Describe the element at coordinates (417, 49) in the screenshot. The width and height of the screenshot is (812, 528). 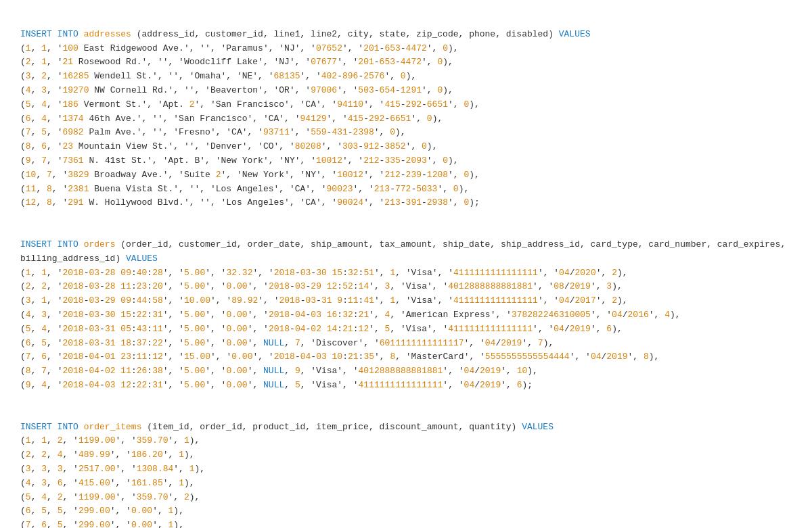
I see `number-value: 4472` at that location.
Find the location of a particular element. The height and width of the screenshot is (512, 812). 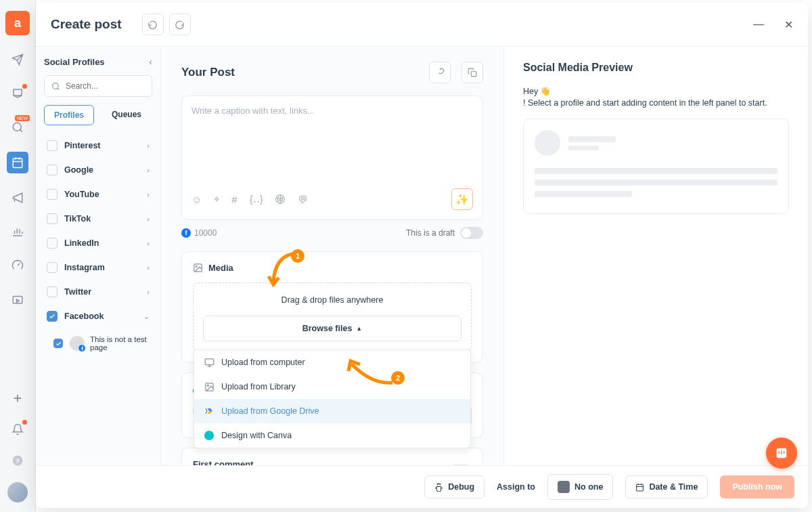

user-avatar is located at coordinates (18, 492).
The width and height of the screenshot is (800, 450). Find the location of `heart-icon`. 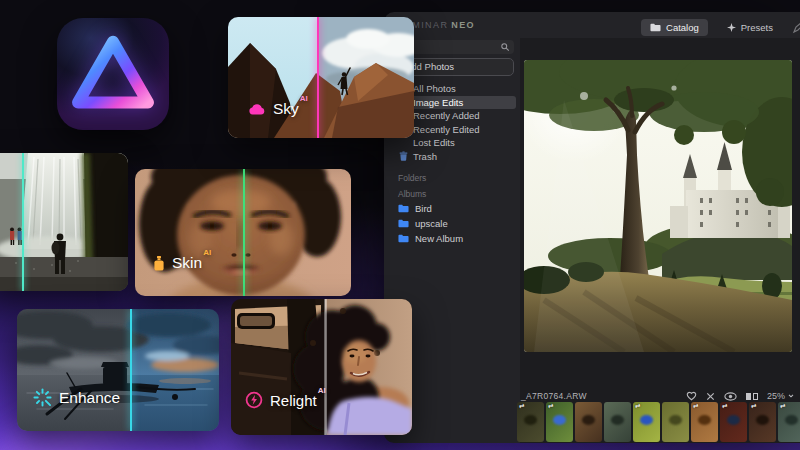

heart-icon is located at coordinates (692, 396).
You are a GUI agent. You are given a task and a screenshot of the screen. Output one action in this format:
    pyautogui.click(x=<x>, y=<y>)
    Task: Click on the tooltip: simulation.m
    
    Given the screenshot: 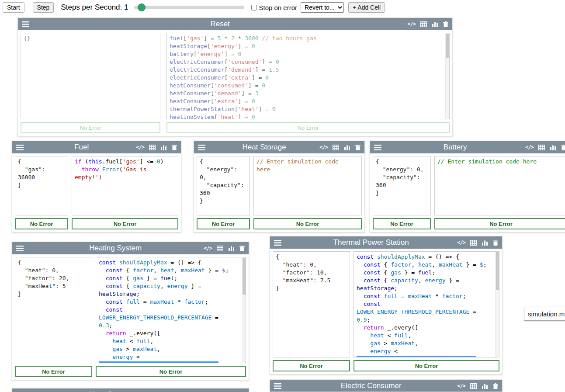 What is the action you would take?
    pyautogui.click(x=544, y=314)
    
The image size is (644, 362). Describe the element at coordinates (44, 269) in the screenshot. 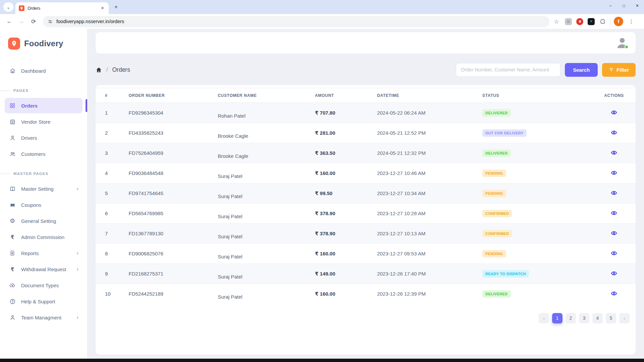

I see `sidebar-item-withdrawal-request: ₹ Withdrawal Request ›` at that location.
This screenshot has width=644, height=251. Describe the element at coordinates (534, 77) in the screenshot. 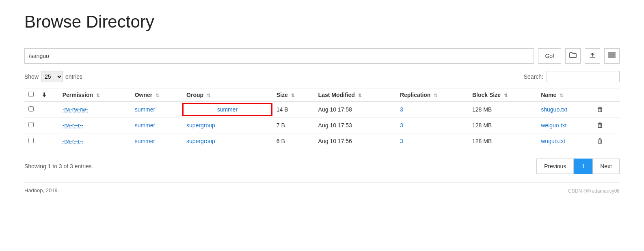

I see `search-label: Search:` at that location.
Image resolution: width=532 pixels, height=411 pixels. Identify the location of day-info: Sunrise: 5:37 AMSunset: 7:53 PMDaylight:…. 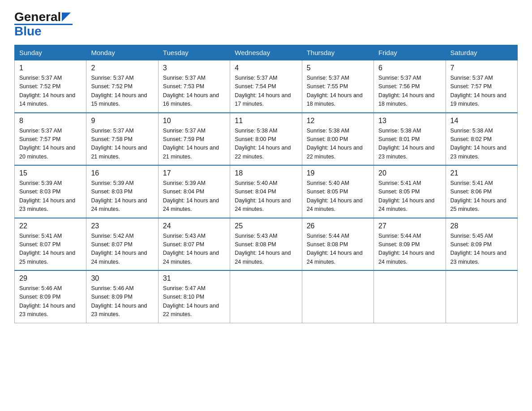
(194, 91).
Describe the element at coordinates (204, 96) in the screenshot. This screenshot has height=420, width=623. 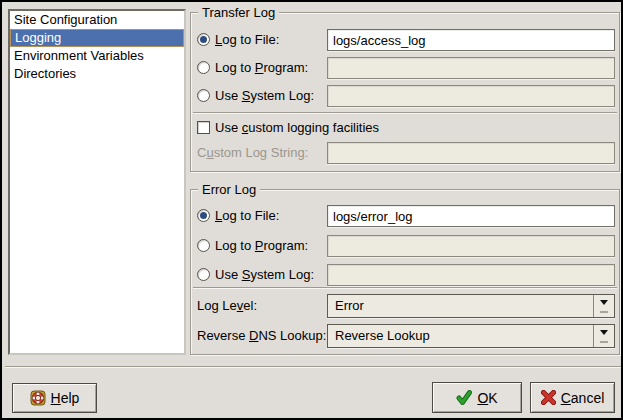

══════════════════════════════

(Exercise instructions): Find the line that contains "The image size". Copy it and every line after it through the end of the listing exactly, but not the pictures.

(The completed task):
The image size is (644, 362). Describe the element at coordinates (44, 269) in the screenshot. 

I see `sidebar-item-withdrawal-request: ₹ Withdrawal Request ›` at that location.
This screenshot has width=644, height=251. Describe the element at coordinates (534, 77) in the screenshot. 

I see `search-label: Search:` at that location.
Image resolution: width=532 pixels, height=411 pixels. Identify the location of day-info: Sunrise: 5:37 AMSunset: 7:53 PMDaylight:…. 
(194, 91).
Describe the element at coordinates (204, 96) in the screenshot. This screenshot has height=420, width=623. 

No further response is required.